“Just as you’ve destroyed your life, here in this / small corner, so you’ve wasted it through all the world.”

death returns to the sea

… is the other lyric running through my mind. I imagine it, am I imagining it?, sung, on the album September Songs, produced by Hal Willner, of Kurt Weill’s songs.

“Just as you’ve destroyed your life …” is C.P. Cavafy’s. (“In these dark rooms where I live out empty days …” is one of my favourite poems, with its unforgettable closing couplet, given in one translation as, … “perhaps the light will prove another tyranny / who knows what new things it will expose.”) The “small corner” is a city; leaving the city, you take it with you.

More, you have taken it with you, so, “you’ve wasted it [your life] through all the world.”

John Ash’s Istanbul, like C.P. Cavafy’s Alexandria.

Lawrence Durrell introduced me to Cavafy. The character of Pursewarden, “People are free to dispose of their bodies as they see fit.” There are scenes in the Alexandrian Quartet that stay with me too, the bird-shooting scene.

Cavafy’s “you” is intimate. There is no judgement in it. And against the intimacy, shared by the poet and the one it addresses, of this small corner stands all the world. Magically, the smallness, like that of Somebody’s Darling, on the marker, Here Lies …, the smallness of the inconsequential individual, the smallness of an inconsequential destruction, self-destruction, of a trivial life, balances the world. They balance on the starting word, Just.

“Just as you’ve destroyed your life … / … so you’ve wasted it through all the world.” As if the world were not enough, were not enough to absorb the path of wasting. Perhaps the footsteps or the pilgrimage: It was a necessary path, a journey that consumed one, that the world was not enough to consume. It contained a duty to oneself.

To have completed a circle from its centre.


Required work ▸
No pictures should appear in the copy; otherwise retype the entries exactly.

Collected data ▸
◇ ◇ ◇

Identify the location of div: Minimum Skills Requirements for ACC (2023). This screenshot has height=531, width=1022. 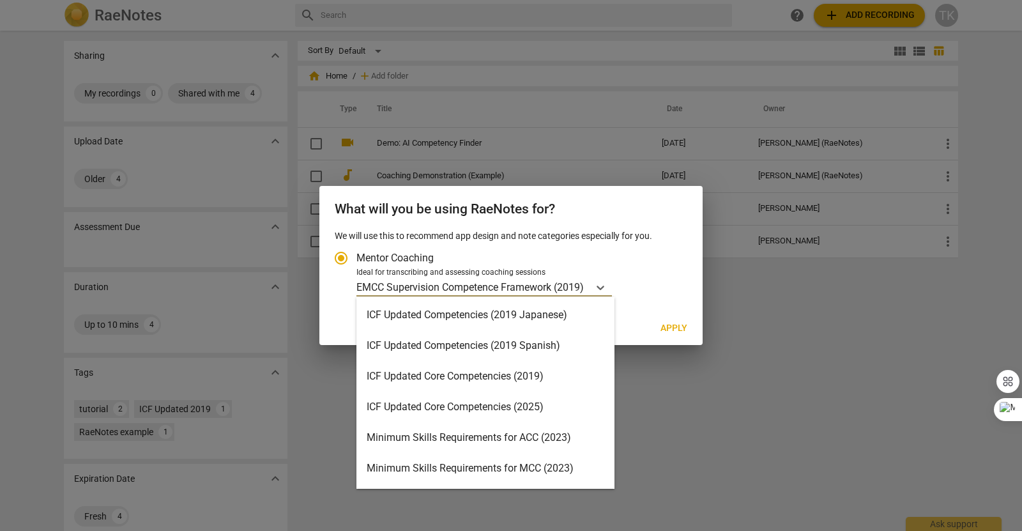
(485, 437).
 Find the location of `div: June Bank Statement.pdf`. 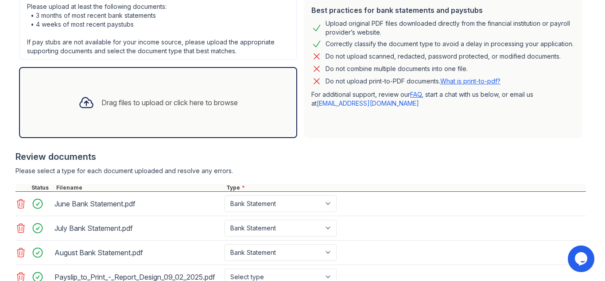

div: June Bank Statement.pdf is located at coordinates (138, 203).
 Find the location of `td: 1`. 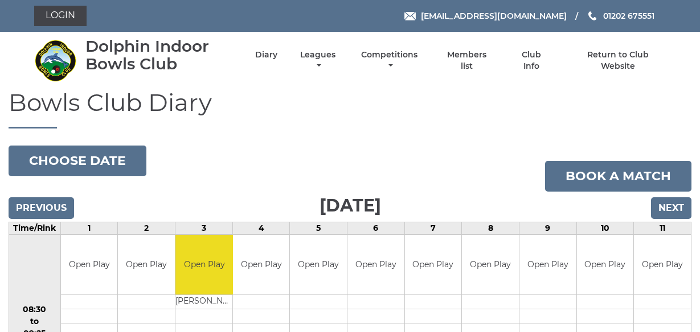

td: 1 is located at coordinates (89, 229).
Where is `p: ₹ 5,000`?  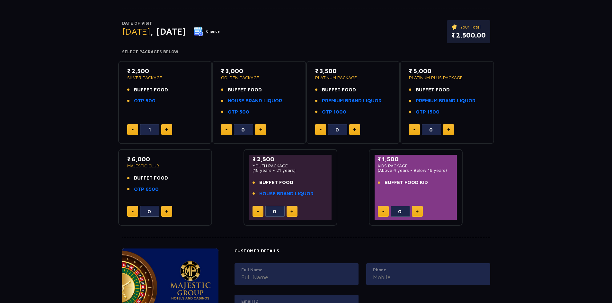
p: ₹ 5,000 is located at coordinates (447, 71).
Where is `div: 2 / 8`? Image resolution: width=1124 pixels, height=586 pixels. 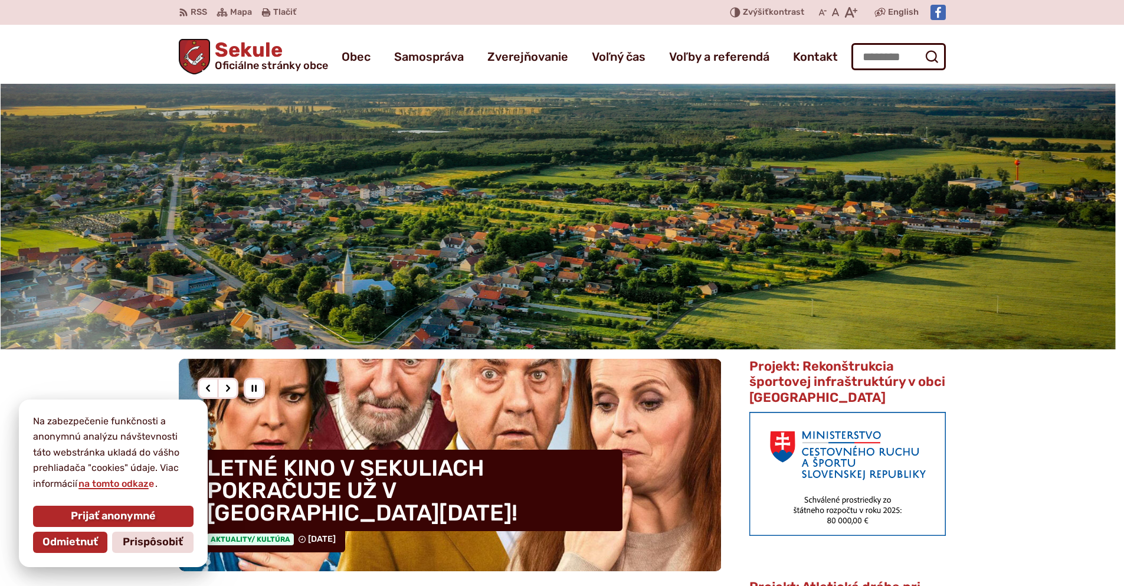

◇ ◇ ◇

Result below ▸
Identify the location of div: Minimum Skills Requirements for ACC (2023). This screenshot has height=531, width=1022. 
(485, 437).
 Find the location of `div: June Bank Statement.pdf`. 

div: June Bank Statement.pdf is located at coordinates (138, 203).
 Find the location of `td: 1`. 

td: 1 is located at coordinates (89, 229).
Where is `p: ₹ 5,000`?  
p: ₹ 5,000 is located at coordinates (447, 71).
Where is `div: 2 / 8`? Image resolution: width=1124 pixels, height=586 pixels. 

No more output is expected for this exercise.